The new stacking software is AutoStakkert!2, which makes short work of such large AVI files. I had been used to spending about 20 minutes per AVI with older versions of Registax, but AS!2 chews them up in about 2 minutes. Nice! Because I had such a wealth of frames to choose from, I stack only the best 10%, which still leaves me with about a thousand individual images in each stack. This leaves lots of room to “zoom in” a bit, by “drizzling” pixels into slightly larger-than-one-pixel target areas in the final image. I settled on 1.5x drizzle, as 3.0x seems a little too noisy for me. AS!2 uses tons and tons of alignment points (around 40 for my little 150px wide Jupiter) — it’s a lot of fun to watch. It’s actually fast enough that I sometimes run a quick check on the latest subframe during the 4-minute downtime, to make sure that focus was good, &c.

Even though I have a new favorite stacking solution, I still use Registax 6 to do the final wavelet processing. I don’t know of a better interface for this fine detail work. I also flipped and rotated the images here, although either FireCapture or AS!2 could have done it (and I actually forgot to do one flip, so I had to do that in Photoshop — flipping is pretty easy I guess 🙂 ).

This is off my latest computer purchase, the as-yet-unnamed Dell E6410 i7 running Windows 10. Mostly I just used it because I wanted a computer right next to the camera (shorter USB cable = more frames, at least that was my thought), and imp sort of likes being where he is. As I’ve done this latest buildout of the observatory software, I’ve noticed that certain machines are inertially aligning themselves into definite “jobs” — imp is “telescope control”, the new guy might turn into “camera control” (although it’s currently just “planetary camera control” 🙂 ), wisp is “image processing”, and galaxy will soon be “observatory network server”. There will be some RasPis scattered about, too. Those will be more one-function-per-box jobs.

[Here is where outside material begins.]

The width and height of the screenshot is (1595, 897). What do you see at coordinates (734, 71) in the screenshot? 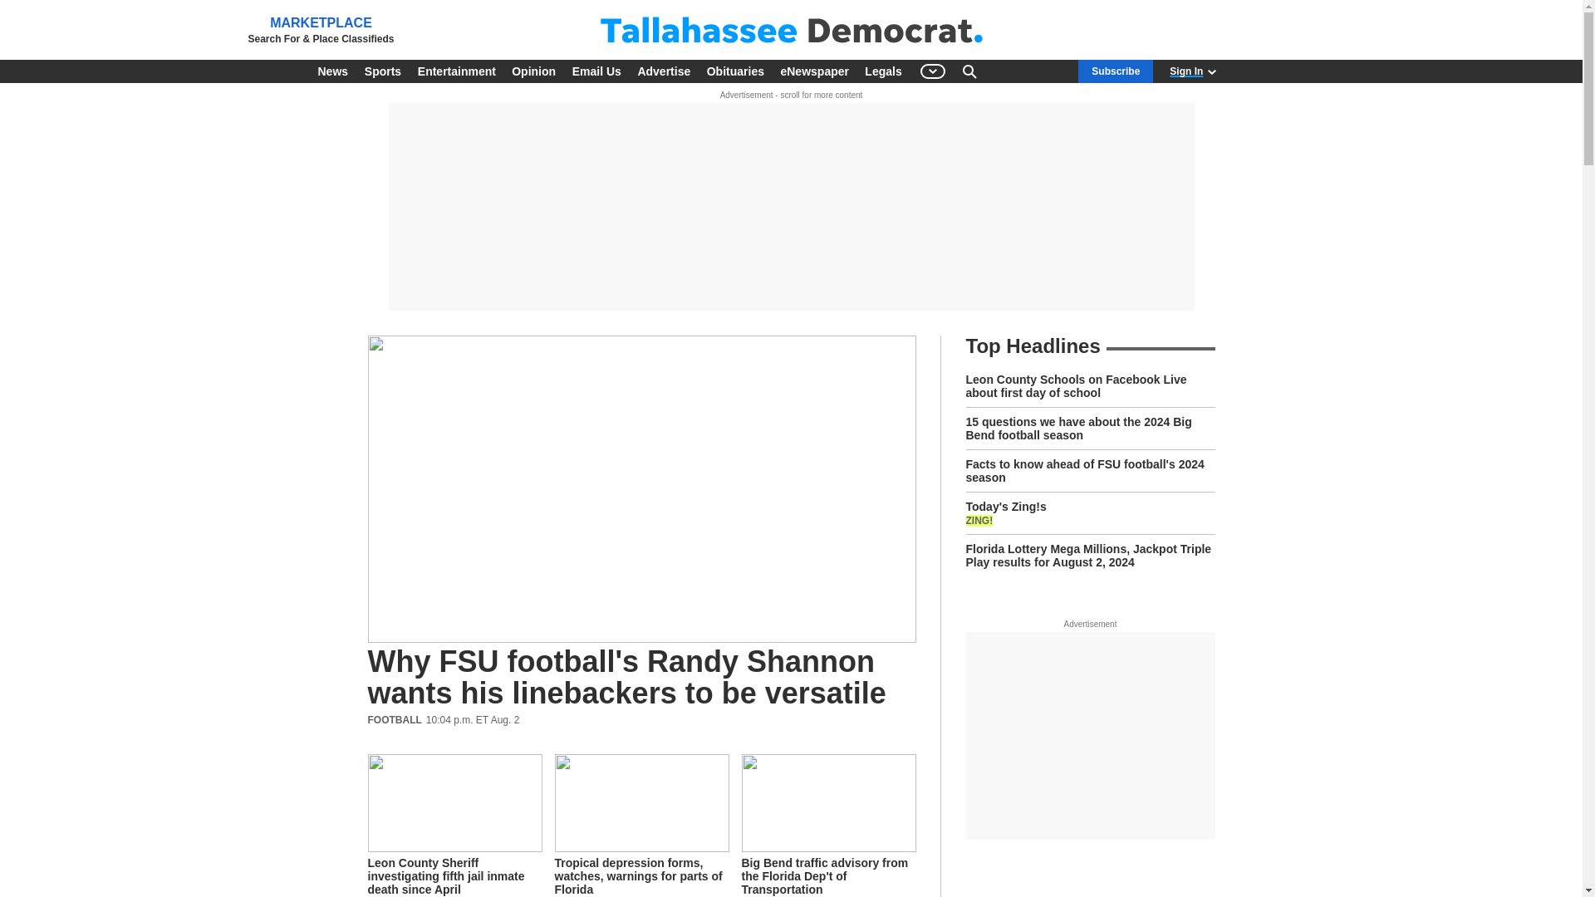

I’d been playing around with planetary photography for most of a week before I had anything worth posting. After several windy nights with only mediocre seeing, I finally snagged a really steady night last night. It was one of those nights where you could tell by the individual subframes showing up on the screen that it was going to be special. As I was focusing, I was first looking for “is the edge of the planet sharp”, but then tweaking with “can I see any detail in the edges of the bands”. Aw, yeah.

I shot from just after sunset until the mount threatened to grind itself to bits, well past meridian. I ended up with 42 subframes, spaced 5 minutes apart, for three and a half hours total.

20160409_Jupiter.gif
Welcome back, Jove.

By Jove, I think we’ve got it!

Welcome back, Jupiter. And Welcome to the ZWO ASI120, FireCapture, and AutoStakkert!2 — very well done.